Universiteit Leiden

nl en

PhD project

The nation in the city. Urban experience and national agency, Amsterdam 1850-1900 (in Dutch)

My research project focuses on the development of a popular national agency in late nineteenth century Amsterdam and the question how ‘ordinary’ citizens imagined ‘the Netherlands’ through the experience and use of their urban surroundings.

Duration
2011 - 2016
Partners

Prof. Dr. W.J.H. Furnée (University of Amsterdam)

My research project is about nineteenth century Amsterdam and the development of a popular national agency. It focuses on the question how ‘ordinary’ citizens imagined the Netherlands and shaped a national identity through their experience and use of the urban surroundings.

Starting with Eugen Weber’s classic Peasants into Frenchmen, published in the 1970’s, modern nationalism has long been studied as a top-down project aimed at disciplining the inhabitants of nation states. The development of a national consciousness was considered  as an ideological or a cultural process stimulated and maintained by the upper level of society. However, it remains debatable if these elitist nation building agendas were passively adopted by ‘the people’.

In my research project I try to steer away from this top-down perspective and consider the lower social classes as actual actors in the process of democratizing the nation. By introducing a national history from below, the ways in which the nation was negotiated come to a fore. The narrative of nationalism as civilising strategy was tightly interwoven with popular agendas and the socio-political emancipation of the lower classes. Moreover, ordinary citizens negotiated the scope and limits of the national community amongst themselves as well. The definitions of both ‘the nation’ and ‘the people’, so freely invoked by national elites and historians alike, appeared to be constantly questioned, stretched and narrowed down.

More specifically, I will focus on the development of a popular national agency in late nineteenth century Amsterdam and the question how ‘ordinary’ citizens imagined ‘the Netherlands’ through the experience and use of their surroundings. Especially in an urban setting ordinary people were continuously confronted with nationalist ideas and ‘invented traditions’ of the upper classes. At the same time the concrete and physical surroundings offered people an accessible stage on which they could (and did) enact their own interpretations of the nation. Six thematic case studies, ranging from the elitist initiative of erecting nationalist statues and memorials to – for example – the popular enthusiasm for the royal family, the emergence of nationalist shop windows or the spontaneous singing of the national anthem in the streets, will lead to an overarching story on popular nineteenth century (Dutch) nation building. As such, my project joins a recent trend in international research on nationalism that takes the local roots and social negotiation of modern nation states as its core.

This website uses cookies.  More information.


EXERCISE DIRECTIONS:
Reproduce the entries that follow precisely, setting aside any images.

TASK INPUT:

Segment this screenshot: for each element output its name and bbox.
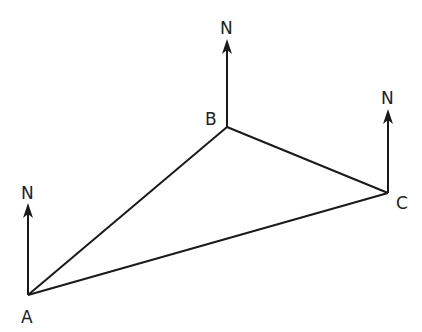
triangle [28, 127, 388, 295]
edge-bc [227, 127, 388, 193]
point-label-b: B [205, 109, 217, 129]
north-label-a: N [21, 183, 34, 203]
point-label-c: C [396, 193, 408, 213]
point-label-a: A [21, 307, 33, 327]
bearing-diagram: N N N A B C [0, 0, 422, 332]
edge-ab [28, 127, 227, 295]
north-label-b: N [220, 18, 233, 38]
edge-ac [28, 193, 388, 295]
north-label-c: N [381, 88, 394, 108]
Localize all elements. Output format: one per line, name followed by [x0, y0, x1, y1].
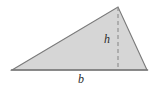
triangle-figure: h b	[0, 0, 160, 89]
base-label: b	[78, 73, 84, 85]
triangle-shape	[12, 7, 147, 70]
height-label: h	[104, 33, 110, 45]
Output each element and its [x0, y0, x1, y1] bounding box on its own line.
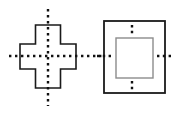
figure-nested-squares: [104, 21, 165, 93]
symmetry-diagram: [0, 0, 175, 115]
inner-square: [116, 38, 153, 78]
diagram-canvas: [0, 0, 175, 115]
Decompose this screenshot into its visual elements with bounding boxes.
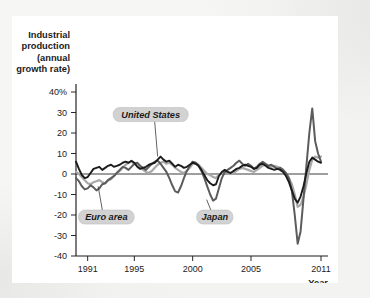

RESPONSE TO THE TASK:
Segment this screenshot: for each element output its name and bbox.
triangle [28, 127, 388, 295]
edge-bc [227, 127, 388, 193]
point-label-b: B [205, 109, 217, 129]
north-label-a: N [21, 183, 34, 203]
point-label-c: C [396, 193, 408, 213]
point-label-a: A [21, 307, 33, 327]
bearing-diagram: N N N A B C [0, 0, 422, 332]
edge-ab [28, 127, 227, 295]
north-label-b: N [220, 18, 233, 38]
edge-ac [28, 193, 388, 295]
north-label-c: N [381, 88, 394, 108]
Localize all elements. Output format: one per line, name followed by [x0, y0, x1, y1].
triangle-figure: h b	[0, 0, 160, 89]
base-label: b	[78, 73, 84, 85]
triangle-shape	[12, 7, 147, 70]
height-label: h	[104, 33, 110, 45]
Output each element and its [x0, y0, x1, y1] bounding box on its own line.
figure-nested-squares: [104, 21, 165, 93]
symmetry-diagram: [0, 0, 175, 115]
inner-square: [116, 38, 153, 78]
diagram-canvas: [0, 0, 175, 115]
Decompose this screenshot into its visual elements with bounding boxes.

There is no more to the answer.